Peter Orner
Because Harris wouldn’t demonize innocent Haitians who’ve already been through enough hell this year
Last night some dude stole the Harris sign off my lawn in rural Vermont. I say it was a dude without evidence, but let’s be honest, odds are it was a dude, who can’t even drive by a Kamala Harris sign without having such a tantrum he’s got to hit the brakes and uproot her very name. It’s nothing new. It’s politics. Even up here in Vermont, where Harris is up god knows what in the polls. Biden won our state with 66.5 percent of the vote in 2020. But here’s what’s interesting, to me anyway. Whoever took my Harris sign left two others, one for Rebecca Holcombe and another for Jim Masland, both Democrats running for reelection to the Vermont House. A Harris sign: No. Holcombe and Masland signs: Sure, what’s the harm? Those two are only local. Holcombe and Masland remain in my rocky Upper Valley ground untouched. I’m pretty certain the dude (or not) who nabbed my sign doesn’t agree with much of what Holcombe and Masland stand for, two progressive-leaning and long-serving, honorable public servants. But when there’s a presidential election, it’s all national all the time, even up here. This got me thinking about what’s been happening, locally, in Springfield, Ohio. More than a month ago now I watched a video of a man named Nathan Clark speaking at a meeting of the Springfield City Commission.
https://www.youtube.com/watch?v=DbV6B76LwR8
Nathan’s son Aiden was killed in a school bus accident. The accident was caused by a driver of Haitian descent and resulted in the death of Aiden and injuries to twenty-three other people. On the video Nathan says the following: “I wish that my son was killed by a sixty-year-old white man. I bet you thought you’d never hear anyone say something so… blunt. But if that guy had killed my eleven-year-old son the incessant group of hate-spewing people would leave us alone.” He then goes on, with Aiden’s mother trembling beside him, to call out individuals by name, including Donald Trump and JD Vance, as well as Ohio Senate candidate Bernie Moreno. And this was before Trump’s racist meltdown at the debate. “In Springfield, they’re eating the dogs,” he spat, “they’re eating the cats.” God help us. Not only did Trump and Vance (father of three young kids) not stop, they took it all so much further. In this war all things local are utterly expendable, including Aiden Clark’s parents, thousands of innocent Haitians (the vast majority of whom have been granted temporary protective status because of the extraordinary level of violence in Haiti) and Springfield itself.
The anguish of a mother and a father lost in all this noise. I’d call it shameful but there’s no shame left.
Peter Orner is the author of seven books. This month, along with coeditor, Laura Lampton Scott, he published The Four Deportations of Jean Marseille, a book that documents the life of a Haitian father as he struggles to escape the violence gripping his country. A new novel, The Gossip Columnist’s Daughter, will be published in 2025. Orner is chair of the English and Creative Writing Department at Dartmouth College and lives in Vermont.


## Exercise
Write out all of the lines below, exactly and completely.
⁂
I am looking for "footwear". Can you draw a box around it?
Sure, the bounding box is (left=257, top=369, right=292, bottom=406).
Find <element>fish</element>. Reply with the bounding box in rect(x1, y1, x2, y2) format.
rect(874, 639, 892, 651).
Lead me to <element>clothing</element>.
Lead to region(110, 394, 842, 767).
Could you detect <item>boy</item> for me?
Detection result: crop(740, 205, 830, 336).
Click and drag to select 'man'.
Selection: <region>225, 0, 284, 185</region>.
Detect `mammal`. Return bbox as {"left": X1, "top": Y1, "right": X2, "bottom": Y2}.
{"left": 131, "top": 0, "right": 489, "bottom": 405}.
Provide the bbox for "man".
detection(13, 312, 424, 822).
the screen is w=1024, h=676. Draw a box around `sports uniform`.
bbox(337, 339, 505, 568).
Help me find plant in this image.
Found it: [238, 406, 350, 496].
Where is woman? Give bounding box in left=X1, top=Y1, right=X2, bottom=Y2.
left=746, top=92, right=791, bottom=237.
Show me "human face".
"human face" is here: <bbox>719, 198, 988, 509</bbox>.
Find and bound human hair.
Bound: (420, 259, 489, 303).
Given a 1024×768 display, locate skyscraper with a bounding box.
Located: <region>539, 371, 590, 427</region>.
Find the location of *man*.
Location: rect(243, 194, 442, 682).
⁂
## Expected answer
I am looking for "footwear". Can you draw a box around it?
Sure, the bounding box is (left=257, top=369, right=292, bottom=406).
Find <element>fish</element>. Reply with the bounding box in rect(x1, y1, x2, y2) format.
rect(874, 639, 892, 651).
Lead me to <element>clothing</element>.
Lead to region(110, 394, 842, 767).
Could you detect <item>boy</item> for me?
Detection result: crop(740, 205, 830, 336).
Click and drag to select 'man'.
Selection: <region>225, 0, 284, 185</region>.
Detect `mammal`. Return bbox as {"left": X1, "top": Y1, "right": X2, "bottom": Y2}.
{"left": 131, "top": 0, "right": 489, "bottom": 405}.
Provide the bbox for "man".
detection(13, 312, 424, 822).
the screen is w=1024, h=676. Draw a box around `sports uniform`.
bbox(337, 339, 505, 568).
Help me find plant in this image.
Found it: [238, 406, 350, 496].
Where is woman? Give bounding box in left=X1, top=Y1, right=X2, bottom=Y2.
left=746, top=92, right=791, bottom=237.
Show me "human face".
"human face" is here: <bbox>719, 198, 988, 509</bbox>.
Find and bound human hair.
Bound: (420, 259, 489, 303).
Given a 1024×768 display, locate skyscraper with a bounding box.
Located: <region>539, 371, 590, 427</region>.
Find the location of *man*.
Location: rect(243, 194, 442, 682).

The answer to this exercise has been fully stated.